Dear 22-Year-Old Me: The Five Money Moves I Wish I Had Made When I Was You

It’s graduation season.

Somewhere near you, a person in a polyester robe is accepting a diploma, taking approximately four hundred photos, and preparing to make every financial mistake available to them. They’re smart, they’re excited, and they have absolutely no idea what they don’t know. Which is, of course, the defining feature of being 22.

If there’s a recent grad in your life, this is the article to send them. Not because it contains secret information unavailable elsewhere, but because the information that actually matters tends to arrive too late, delivered by someone who learned it the hard way and wishes they hadn’t. That’s this article. Share it generously.

And if you’re the recent grad who somehow found this on your own: congratulations. You’re already ahead of where most of us were.

Here’s what nobody tells you at 22: the financial decisions you make in the next five years will have a disproportionate impact on the rest of your financial life. Not because the amounts are large – they won’t be – but because of time. Time is the only financial asset that is genuinely nonrenewable, and you have more of it right now than you will ever have again.

The moves that seem small at 22 are not small. They’re enormous, compounded over decades into outcomes that will either delight or haunt you depending on which direction they went. The $200 a month you invest at 22 is worth dramatically more than the $200 a month you invest at 42, not because you’re a better investor at 22, but because it has twenty extra years to grow.
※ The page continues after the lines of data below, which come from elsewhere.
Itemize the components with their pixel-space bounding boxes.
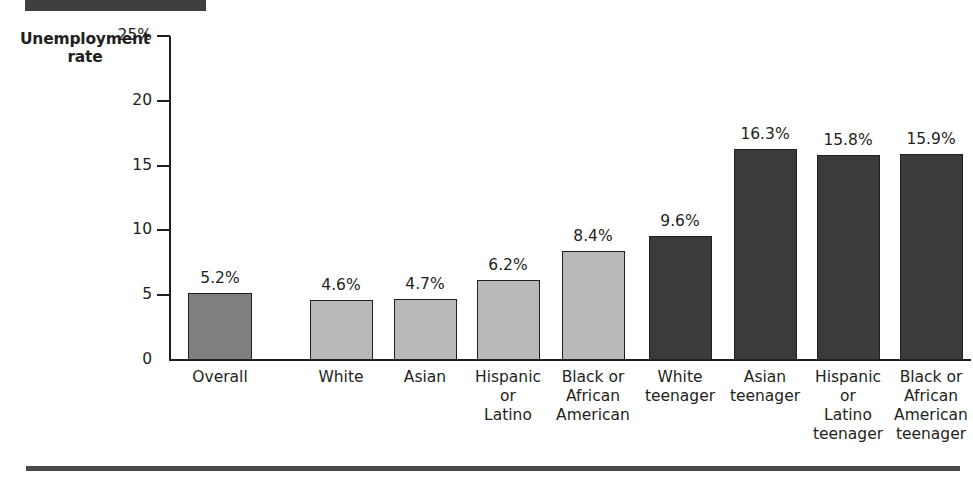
- y-tick-label-15: 15: [92, 157, 152, 173]
- bar-category-line: American: [543, 406, 643, 425]
- bar-value-overall: 5.2%: [175, 270, 265, 287]
- y-tick-mark-15: [157, 165, 170, 167]
- bar-asian-teen: [734, 149, 797, 360]
- bar-value-asian-teen: 16.3%: [720, 126, 810, 143]
- y-tick-mark-20: [157, 100, 170, 102]
- y-tick-label-5: 5: [92, 286, 152, 302]
- y-tick-label-25: 25%: [92, 27, 152, 43]
- unemployment-rate-bar-chart: Unemployment rate 25%20151050 5.2%Overal…: [0, 0, 973, 479]
- bar-category-line: African: [543, 387, 643, 406]
- bar-hispanic-teen: [817, 155, 880, 360]
- y-axis-title-line-2: rate: [10, 48, 160, 66]
- bar-black-teen: [900, 154, 963, 360]
- y-tick-label-0: 0: [92, 351, 152, 367]
- bar-hispanic: [477, 280, 540, 360]
- bar-category-line: American: [881, 406, 973, 425]
- bar-black: [562, 251, 625, 360]
- bar-category-black: Black orAfricanAmerican: [543, 368, 643, 425]
- bar-overall: [188, 293, 252, 360]
- bar-value-black-teen: 15.9%: [886, 131, 973, 148]
- y-tick-mark-5: [157, 294, 170, 296]
- bar-value-white: 4.6%: [296, 277, 386, 294]
- bar-value-black: 8.4%: [548, 228, 638, 245]
- y-axis-line: [169, 36, 171, 361]
- y-tick-label-10: 10: [92, 221, 152, 237]
- bar-value-hispanic-teen: 15.8%: [803, 132, 893, 149]
- bar-category-line: Overall: [170, 368, 270, 387]
- y-tick-mark-10: [157, 229, 170, 231]
- bar-category-line: teenager: [881, 425, 973, 444]
- bar-value-hispanic: 6.2%: [463, 257, 553, 274]
- bar-category-black-teen: Black orAfricanAmericanteenager: [881, 368, 973, 444]
- bar-category-overall: Overall: [170, 368, 270, 387]
- bar-category-line: Black or: [543, 368, 643, 387]
- bar-value-white-teen: 9.6%: [635, 213, 725, 230]
- bar-value-asian: 4.7%: [380, 276, 470, 293]
- bar-white: [310, 300, 373, 360]
- bar-category-line: Black or: [881, 368, 973, 387]
- y-tick-mark-25: [157, 35, 170, 37]
- bar-category-line: African: [881, 387, 973, 406]
- bar-white-teen: [649, 236, 712, 360]
- section-rule-bottom: [26, 466, 960, 471]
- bar-asian: [394, 299, 457, 360]
- y-tick-label-20: 20: [92, 92, 152, 108]
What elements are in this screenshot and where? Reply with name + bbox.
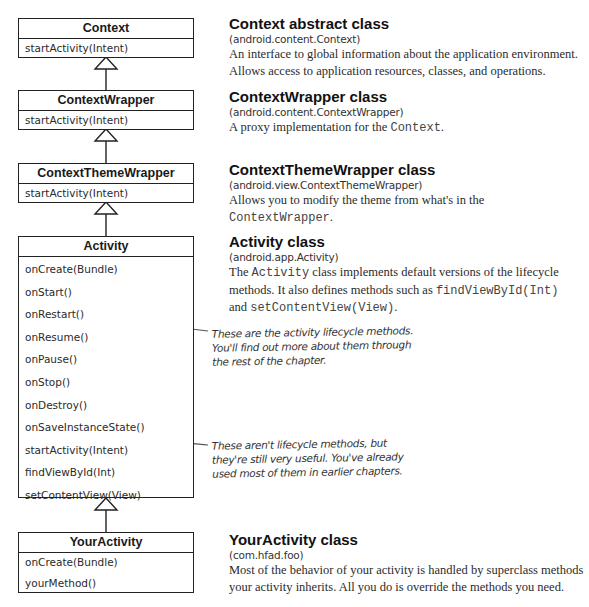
class-box-contextthemewrapper: ContextThemeWrapper startActivity(Intent… [18,163,194,203]
code-text: Context [390,121,440,135]
description-package: (com.hfad.foo) [229,548,589,562]
method-yourmethod: yourMethod() [19,573,193,593]
description-title: Activity class [229,233,569,250]
class-name: ContextWrapper [19,91,193,111]
description-contextwrapper: ContextWrapper class (android.content.Co… [229,88,589,137]
body-text: . [394,300,397,314]
class-box-youractivity: YourActivity onCreate(Bundle) yourMethod… [18,532,194,593]
method-oncreate: onCreate(Bundle) [19,258,193,281]
inheritance-arrow-contextthemewrapper-to-contextwrapper [95,129,117,163]
method-findviewbyid: findViewById(Int) [19,461,193,484]
description-title: ContextThemeWrapper class [229,161,489,178]
description-package: (android.view.ContextThemeWrapper) [229,178,489,192]
method-onstart: onStart() [19,281,193,304]
code-text: findViewById(Int) [436,284,558,298]
body-text: A proxy implementation for the [229,120,390,134]
code-text: setContentView(View) [250,301,394,315]
annotation-line: used most of them in earlier chapters. [212,463,404,480]
body-text: . [441,120,444,134]
method-onstop: onStop() [19,371,193,394]
description-activity: Activity class (android.app.Activity) Th… [229,233,569,317]
method-ondestroy: onDestroy() [19,394,193,417]
body-text: Most of the behavior of your activity is… [229,563,583,594]
description-body: Most of the behavior of your activity is… [229,562,589,595]
method-onresume: onResume() [19,326,193,349]
lifecycle-methods-annotation: These are the activity lifecycle methods… [212,323,414,369]
description-youractivity: YourActivity class (com.hfad.foo) Most o… [229,531,589,595]
description-body: The Activity class implements default ve… [229,264,569,317]
utility-methods-annotation: These aren't lifecycle methods, but they… [212,435,404,480]
description-body: An interface to global information about… [229,46,589,79]
body-text: and [229,300,250,314]
description-body: A proxy implementation for the Context. [229,119,589,137]
method-setcontentview: setContentView(View) [19,484,193,507]
code-text: ContextWrapper [229,211,330,225]
description-package: (android.content.Context) [229,32,589,46]
code-text: Activity [252,266,310,280]
description-title: ContextWrapper class [229,88,589,105]
description-package: (android.content.ContextWrapper) [229,105,589,119]
method: startActivity(Intent) [19,111,193,129]
description-contextthemewrapper: ContextThemeWrapper class (android.view.… [229,161,489,226]
description-title: Context abstract class [229,15,589,32]
body-text: The [229,265,252,279]
method: startActivity(Intent) [19,184,193,202]
class-box-activity: Activity onCreate(Bundle) onStart() onRe… [18,236,194,498]
method-startactivity: startActivity(Intent) [19,439,193,462]
class-name: YourActivity [19,533,193,553]
body-text: An interface to global information about… [229,47,578,78]
annotation-line: the rest of the chapter. [212,351,414,369]
class-name: Activity [19,237,193,257]
description-body: Allows you to modify the theme from what… [229,192,489,226]
class-box-context: Context startActivity(Intent) [18,18,194,58]
method-oncreate: onCreate(Bundle) [19,553,193,573]
class-box-contextwrapper: ContextWrapper startActivity(Intent) [18,90,194,130]
description-package: (android.app.Activity) [229,250,569,264]
inheritance-arrow-activity-to-contextthemewrapper [95,202,117,236]
method: startActivity(Intent) [19,39,193,57]
inheritance-arrow-contextwrapper-to-context [95,57,117,90]
body-text: Allows you to modify the theme from what… [229,193,484,207]
class-name: ContextThemeWrapper [19,164,193,184]
method-onrestart: onRestart() [19,303,193,326]
description-title: YourActivity class [229,531,589,548]
description-context: Context abstract class (android.content.… [229,15,589,79]
method-onpause: onPause() [19,348,193,371]
body-text: . [330,210,333,224]
method-onsaveinstancestate: onSaveInstanceState() [19,416,193,439]
class-name: Context [19,19,193,39]
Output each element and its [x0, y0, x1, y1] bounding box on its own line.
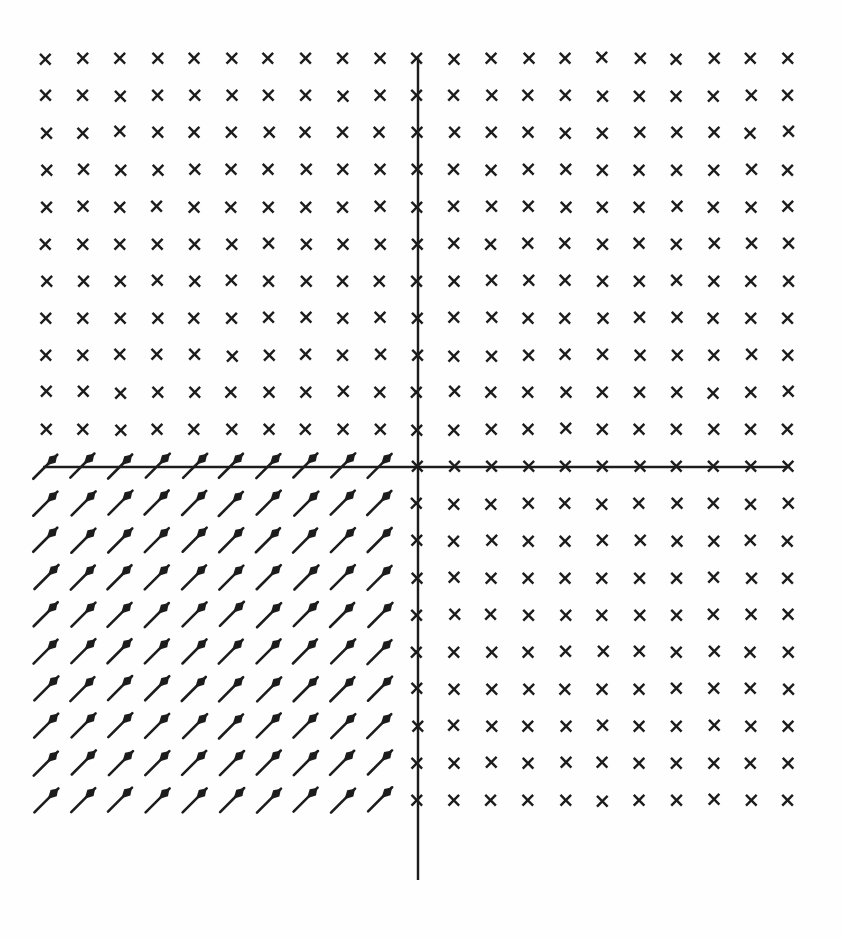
cross-marker: × — [38, 158, 56, 182]
cross-marker: × — [36, 47, 54, 71]
cross-marker: × — [556, 677, 574, 701]
cross-marker: × — [297, 342, 315, 366]
cross-marker: × — [482, 566, 500, 590]
cross-marker: × — [334, 157, 352, 181]
cross-marker: × — [111, 232, 129, 256]
cross-marker: × — [483, 677, 501, 701]
cross-marker: × — [668, 268, 686, 292]
cross-marker: × — [779, 306, 797, 330]
cross-marker: × — [148, 417, 166, 441]
cross-marker: × — [149, 380, 167, 404]
cross-marker: × — [483, 305, 501, 329]
cross-marker: × — [556, 268, 574, 292]
cross-marker: × — [408, 269, 426, 293]
cross-marker: × — [704, 84, 722, 108]
cross-marker: × — [742, 195, 760, 219]
cross-marker: × — [556, 491, 574, 515]
cross-marker: × — [483, 268, 501, 292]
cross-marker: × — [742, 676, 760, 700]
cross-marker: × — [557, 121, 575, 145]
cross-marker: × — [630, 788, 648, 812]
cross-marker: × — [445, 269, 463, 293]
cross-marker: × — [631, 528, 649, 552]
cross-marker: × — [593, 750, 611, 774]
cross-marker: × — [408, 603, 426, 627]
cross-marker: × — [741, 640, 759, 664]
cross-marker: × — [445, 305, 463, 329]
cross-marker: × — [408, 528, 426, 552]
cross-marker: × — [705, 639, 723, 663]
cross-marker: × — [519, 788, 537, 812]
cross-marker: × — [186, 232, 204, 256]
cross-marker: × — [297, 195, 315, 219]
cross-marker: × — [667, 84, 685, 108]
cross-marker: × — [445, 231, 463, 255]
cross-marker: × — [630, 751, 648, 775]
cross-marker: × — [186, 269, 204, 293]
cross-marker: × — [334, 232, 352, 256]
cross-marker: × — [370, 120, 388, 144]
cross-marker: × — [482, 158, 500, 182]
cross-marker: × — [705, 676, 723, 700]
cross-marker: × — [519, 306, 537, 330]
cross-marker: × — [446, 379, 464, 403]
cross-marker: × — [260, 343, 278, 367]
cross-marker: × — [630, 677, 648, 701]
cross-marker: × — [743, 342, 761, 366]
cross-marker: × — [630, 158, 648, 182]
cross-marker: × — [706, 713, 724, 737]
cross-marker: × — [148, 194, 166, 218]
cross-marker: × — [556, 231, 574, 255]
cross-marker: × — [779, 788, 797, 812]
cross-marker: × — [520, 46, 538, 70]
cross-marker: × — [704, 306, 722, 330]
cross-marker: × — [780, 231, 798, 255]
cross-marker: × — [520, 268, 538, 292]
cross-marker: × — [74, 306, 92, 330]
cross-marker: × — [557, 380, 575, 404]
cross-marker: × — [668, 788, 686, 812]
cross-marker: × — [222, 157, 240, 181]
cross-marker: × — [111, 342, 129, 366]
cross-marker: × — [482, 232, 500, 256]
cross-marker: × — [519, 380, 537, 404]
cross-marker: × — [594, 269, 612, 293]
cross-marker: × — [705, 343, 723, 367]
cross-marker: × — [482, 750, 500, 774]
cross-marker: × — [38, 195, 56, 219]
cross-marker: × — [296, 417, 314, 441]
cross-marker: × — [370, 269, 388, 293]
cross-marker: × — [223, 344, 241, 368]
cross-marker: × — [223, 417, 241, 441]
cross-marker: × — [742, 492, 760, 516]
cross-marker: × — [223, 46, 241, 70]
cross-marker: × — [557, 750, 575, 774]
cross-marker: × — [557, 639, 575, 663]
cross-marker: × — [74, 343, 92, 367]
cross-marker: × — [519, 714, 537, 738]
cross-marker: × — [75, 269, 93, 293]
cross-marker: × — [594, 713, 612, 737]
cross-marker: × — [482, 602, 500, 626]
cross-marker: × — [37, 232, 55, 256]
cross-marker: × — [185, 417, 203, 441]
cross-marker: × — [222, 120, 240, 144]
cross-marker: × — [74, 194, 92, 218]
cross-marker: × — [372, 232, 390, 256]
cross-marker: × — [668, 120, 686, 144]
cross-marker: × — [704, 602, 722, 626]
cross-marker: × — [557, 416, 575, 440]
cross-marker: × — [483, 417, 501, 441]
cross-marker: × — [519, 640, 537, 664]
cross-marker: × — [742, 528, 760, 552]
cross-marker: × — [335, 379, 353, 403]
cross-marker: × — [519, 157, 537, 181]
cross-marker: × — [149, 120, 167, 144]
cross-marker: × — [445, 418, 463, 442]
cross-marker: × — [297, 83, 315, 107]
cross-marker: × — [520, 343, 538, 367]
cross-marker: × — [223, 83, 241, 107]
cross-marker: × — [593, 789, 611, 813]
cross-marker: × — [667, 232, 685, 256]
cross-marker: × — [408, 380, 426, 404]
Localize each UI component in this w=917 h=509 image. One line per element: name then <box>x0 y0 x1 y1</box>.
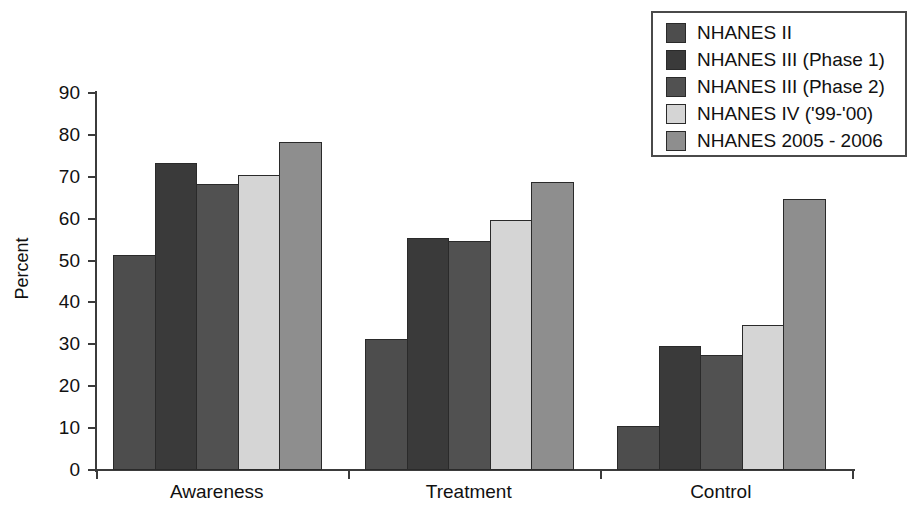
x-axis-tick <box>852 470 854 479</box>
bar <box>448 241 491 470</box>
y-axis-tick <box>88 218 96 220</box>
y-axis-tick <box>88 427 96 429</box>
y-axis-tick <box>88 301 96 303</box>
bar <box>700 355 743 470</box>
y-axis-tick-label-text: 10 <box>34 418 80 437</box>
legend-item-label: NHANES 2005 - 2006 <box>697 131 883 151</box>
x-axis-tick <box>96 470 98 479</box>
x-axis-category-label: Treatment <box>379 482 559 502</box>
bar <box>742 325 785 470</box>
y-axis-tick-label: 20 <box>34 376 80 395</box>
x-axis-category-label: Awareness <box>127 482 307 502</box>
y-axis-tick-label-text: 40 <box>34 292 80 311</box>
y-axis-tick-label: 10 <box>34 418 80 437</box>
bar-chart: Percent 0102030405060708090AwarenessTrea… <box>0 0 917 509</box>
bar <box>279 142 322 470</box>
y-axis-tick-label: 50 <box>34 251 80 270</box>
bar <box>617 426 660 470</box>
x-axis-category-label: Control <box>631 482 811 502</box>
y-axis-title: Percent <box>12 209 33 329</box>
y-axis-tick-label-text: 90 <box>34 83 80 102</box>
y-axis-tick <box>88 343 96 345</box>
y-axis-tick-label: 60 <box>34 209 80 228</box>
y-axis-tick <box>88 176 96 178</box>
legend-item: NHANES 2005 - 2006 <box>666 128 905 154</box>
y-axis-tick <box>88 134 96 136</box>
y-axis-line <box>95 91 97 472</box>
legend-item-label: NHANES IV ('99-'00) <box>697 104 873 124</box>
y-axis-tick <box>88 92 96 94</box>
x-axis-tick <box>600 470 602 479</box>
legend: NHANES IINHANES III (Phase 1)NHANES III … <box>651 11 907 157</box>
bar <box>407 238 450 470</box>
y-axis-tick-label: 80 <box>34 125 80 144</box>
y-axis-tick-label: 90 <box>34 83 80 102</box>
legend-items: NHANES IINHANES III (Phase 1)NHANES III … <box>666 20 905 154</box>
y-axis-tick-label-text: 70 <box>34 167 80 186</box>
legend-swatch-icon <box>666 104 686 124</box>
bar <box>490 220 533 470</box>
legend-swatch-icon <box>666 77 686 97</box>
y-axis-tick-label: 70 <box>34 167 80 186</box>
legend-swatch-icon <box>666 23 686 43</box>
y-axis-tick-label-text: 30 <box>34 334 80 353</box>
y-axis-tick-label: 0 <box>34 460 80 479</box>
legend-item-label: NHANES II <box>697 23 792 43</box>
legend-item: NHANES III (Phase 2) <box>666 74 905 100</box>
legend-swatch-icon <box>666 50 686 70</box>
legend-item-label: NHANES III (Phase 1) <box>697 50 885 70</box>
legend-item: NHANES III (Phase 1) <box>666 47 905 73</box>
y-axis-tick-label: 40 <box>34 292 80 311</box>
y-axis-tick-label-text: 50 <box>34 251 80 270</box>
y-axis-tick-label-text: 0 <box>34 460 80 479</box>
y-axis-tick-label: 30 <box>34 334 80 353</box>
y-axis-tick-label-text: 20 <box>34 376 80 395</box>
bar <box>783 199 826 470</box>
bar <box>365 339 408 470</box>
y-axis-tick-label-text: 60 <box>34 209 80 228</box>
legend-swatch-icon <box>666 131 686 151</box>
bar <box>238 175 281 470</box>
bar <box>196 184 239 470</box>
legend-item: NHANES IV ('99-'00) <box>666 101 905 127</box>
y-axis-tick-label-text: 80 <box>34 125 80 144</box>
legend-item: NHANES II <box>666 20 905 46</box>
bar <box>531 182 574 470</box>
y-axis-tick <box>88 469 96 471</box>
bar <box>155 163 198 470</box>
y-axis-tick <box>88 260 96 262</box>
legend-item-label: NHANES III (Phase 2) <box>697 77 885 97</box>
bar <box>113 255 156 470</box>
x-axis-tick <box>348 470 350 479</box>
y-axis-tick <box>88 385 96 387</box>
bar <box>659 346 702 470</box>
This is not a lecture. This is a letter from someone who has been where you are and can see both directions from here. Take what’s useful, ignore what isn’t, and please, for the love of compound interest, read the part about the 401(k)!

Move One: Start Investing Before You Feel Ready

Here is the single most expensive mistake young people make with money: waiting until they have everything figured out before they start investing.

This mistake is completely understandable. Investing feels serious and complicated and like something adults do, and at 22 you’re not entirely sure you qualify. You’re going to learn more first. You’re going to pay off some debt first. You’re going to wait until you have a real job, a real salary, a real sense of what you’re doing. Then you’ll start.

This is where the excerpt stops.